Statistical analyses.The qPCR and serology data, with continuous variables with nonnormality, were analyzed with the Kruskal-Wallis test. Data are presented as bars representing the medians, with ranges indicating the minimum and maximum of each study group. P values for the comparisons were corrected using the Steel-Dwass method for multiple comparisons. P values of <0.05 were considered statistically significant. Statistical analyses were performed using JMP Pro (version 13.11; SAS Institute Inc., Cary, NC, USA).

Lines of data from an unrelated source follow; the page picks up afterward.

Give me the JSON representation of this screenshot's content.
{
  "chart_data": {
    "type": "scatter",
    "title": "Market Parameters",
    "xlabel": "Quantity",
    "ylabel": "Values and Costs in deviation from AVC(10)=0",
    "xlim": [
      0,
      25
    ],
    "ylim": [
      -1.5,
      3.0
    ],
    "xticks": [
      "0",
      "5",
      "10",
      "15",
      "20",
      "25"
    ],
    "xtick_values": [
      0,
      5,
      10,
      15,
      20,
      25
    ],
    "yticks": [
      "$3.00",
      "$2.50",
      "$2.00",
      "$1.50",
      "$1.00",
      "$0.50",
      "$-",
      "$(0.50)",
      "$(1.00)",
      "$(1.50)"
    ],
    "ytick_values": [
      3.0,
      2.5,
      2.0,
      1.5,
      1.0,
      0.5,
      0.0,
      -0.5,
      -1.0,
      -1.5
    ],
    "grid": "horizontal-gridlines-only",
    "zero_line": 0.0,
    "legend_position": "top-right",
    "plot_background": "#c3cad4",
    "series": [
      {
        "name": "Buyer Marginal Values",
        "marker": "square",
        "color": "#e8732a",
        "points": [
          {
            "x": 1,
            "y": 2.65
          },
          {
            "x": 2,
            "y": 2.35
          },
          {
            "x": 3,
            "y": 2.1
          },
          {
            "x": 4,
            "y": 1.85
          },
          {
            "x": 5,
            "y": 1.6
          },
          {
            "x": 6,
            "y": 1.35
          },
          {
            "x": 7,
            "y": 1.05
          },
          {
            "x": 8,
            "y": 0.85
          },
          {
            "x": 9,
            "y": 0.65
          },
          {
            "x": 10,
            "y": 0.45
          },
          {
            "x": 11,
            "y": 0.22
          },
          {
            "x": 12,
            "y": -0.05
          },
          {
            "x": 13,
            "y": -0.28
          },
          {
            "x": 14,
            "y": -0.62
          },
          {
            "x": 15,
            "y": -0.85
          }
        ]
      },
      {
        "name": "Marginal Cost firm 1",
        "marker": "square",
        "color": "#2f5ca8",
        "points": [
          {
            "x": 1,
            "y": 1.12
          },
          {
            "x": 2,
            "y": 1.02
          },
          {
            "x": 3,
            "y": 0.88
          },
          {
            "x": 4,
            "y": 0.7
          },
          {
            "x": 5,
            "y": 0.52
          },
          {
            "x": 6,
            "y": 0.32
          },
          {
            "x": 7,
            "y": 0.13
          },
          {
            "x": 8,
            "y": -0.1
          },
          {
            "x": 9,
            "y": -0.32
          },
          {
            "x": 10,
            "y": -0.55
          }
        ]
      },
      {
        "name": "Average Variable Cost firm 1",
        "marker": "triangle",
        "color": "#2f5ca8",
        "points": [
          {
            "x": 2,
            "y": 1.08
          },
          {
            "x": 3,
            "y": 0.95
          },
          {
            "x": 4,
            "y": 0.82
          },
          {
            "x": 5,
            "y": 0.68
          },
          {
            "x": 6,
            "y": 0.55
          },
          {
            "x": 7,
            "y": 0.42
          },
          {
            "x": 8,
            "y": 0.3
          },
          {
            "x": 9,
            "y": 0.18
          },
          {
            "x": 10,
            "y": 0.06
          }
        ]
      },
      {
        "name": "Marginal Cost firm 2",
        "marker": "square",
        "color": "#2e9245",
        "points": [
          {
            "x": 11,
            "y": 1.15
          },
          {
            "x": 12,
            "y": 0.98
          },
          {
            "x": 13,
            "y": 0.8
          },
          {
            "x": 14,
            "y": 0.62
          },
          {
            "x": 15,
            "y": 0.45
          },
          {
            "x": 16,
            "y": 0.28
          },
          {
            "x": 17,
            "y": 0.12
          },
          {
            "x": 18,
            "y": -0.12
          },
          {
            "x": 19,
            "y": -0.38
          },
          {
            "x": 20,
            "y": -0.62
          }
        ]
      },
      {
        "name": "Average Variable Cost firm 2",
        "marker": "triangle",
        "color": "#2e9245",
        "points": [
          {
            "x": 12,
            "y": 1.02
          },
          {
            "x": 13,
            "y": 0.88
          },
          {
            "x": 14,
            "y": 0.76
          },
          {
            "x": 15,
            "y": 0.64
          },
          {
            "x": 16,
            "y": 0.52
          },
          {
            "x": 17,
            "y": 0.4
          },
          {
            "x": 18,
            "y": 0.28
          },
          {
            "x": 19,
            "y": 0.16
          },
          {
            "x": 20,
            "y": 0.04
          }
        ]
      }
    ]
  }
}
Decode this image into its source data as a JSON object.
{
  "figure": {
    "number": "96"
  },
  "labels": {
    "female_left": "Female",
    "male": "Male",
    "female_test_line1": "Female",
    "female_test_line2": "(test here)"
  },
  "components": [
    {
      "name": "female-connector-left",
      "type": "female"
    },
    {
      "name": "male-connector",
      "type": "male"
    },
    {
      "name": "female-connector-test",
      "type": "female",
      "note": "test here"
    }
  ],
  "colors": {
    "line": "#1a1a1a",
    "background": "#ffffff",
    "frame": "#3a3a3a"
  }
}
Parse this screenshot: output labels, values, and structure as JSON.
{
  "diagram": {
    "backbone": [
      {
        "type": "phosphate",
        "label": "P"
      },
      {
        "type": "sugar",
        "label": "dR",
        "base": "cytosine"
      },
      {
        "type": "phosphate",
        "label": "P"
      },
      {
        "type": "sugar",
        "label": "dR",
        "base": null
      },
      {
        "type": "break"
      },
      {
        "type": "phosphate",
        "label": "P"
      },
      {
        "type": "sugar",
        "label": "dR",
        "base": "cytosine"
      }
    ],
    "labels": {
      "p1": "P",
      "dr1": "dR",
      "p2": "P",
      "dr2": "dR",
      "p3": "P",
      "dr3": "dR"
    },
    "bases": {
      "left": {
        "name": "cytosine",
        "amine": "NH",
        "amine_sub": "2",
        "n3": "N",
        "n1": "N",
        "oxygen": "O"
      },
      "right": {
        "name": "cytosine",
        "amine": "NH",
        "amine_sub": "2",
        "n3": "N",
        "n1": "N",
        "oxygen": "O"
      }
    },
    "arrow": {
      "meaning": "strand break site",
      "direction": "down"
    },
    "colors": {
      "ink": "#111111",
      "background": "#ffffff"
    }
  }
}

Homology modeling of BmpD bound to inosine.Inosine was modeled in the BmpD structure based on the inosine-PnrA complex structure (PDB accession number 2FQW) (18).
Data availability.The coordinates for the crystal structure of B. burgdorferi sensu stricto B31 BmpD have been deposited in PDB (http://www.rcsb.org) with accession number 6SHU.
ACKNOWLEDGMENTS
We thank Tuula Rantasalo (Institute of Biomedicine, University of Turku) for excellent technical assistance, we acknowledge bioinformatics (J. V. Lehtonen), translational activity, and structural biology infrastructure support from Biocenter Finland and Instruct-FI, and we thank the CSC IT Center for Science for computational infrastructure support at the Structural Bioinformatics Laboratory, Åbo Akademi University.
This work was supported by the Paulo Foundation (J.C.), the Maud Kuistila Memorial Foundation (J.C.), the Turku University Foundation (J.C.), the Swedish Cultural Foundation in Finland (M.Å.), the Orion Research Foundation (M.Å.), the Sigrid Juselius Foundation (T.A.S.), the Tor, Joe, and Pentti Borg Foundation (T.A.S.), the Academy of Finland (J.H.), and the Jane and Aatos Erkko Foundation (J.H.).
The funders had no role in study design, data collection and interpretation, or the decision to submit the work for publication.
FOOTNOTES
- Received 27 December 2019.
- Accepted 23 January 2020.
- Accepted manuscript posted online 27 January 2020.
Supplemental material is available online only.
- Copyright © 2020 Cuellar et al.
This is an open-access article distributed under the terms of the Creative Commons Attribution 4.0 International license.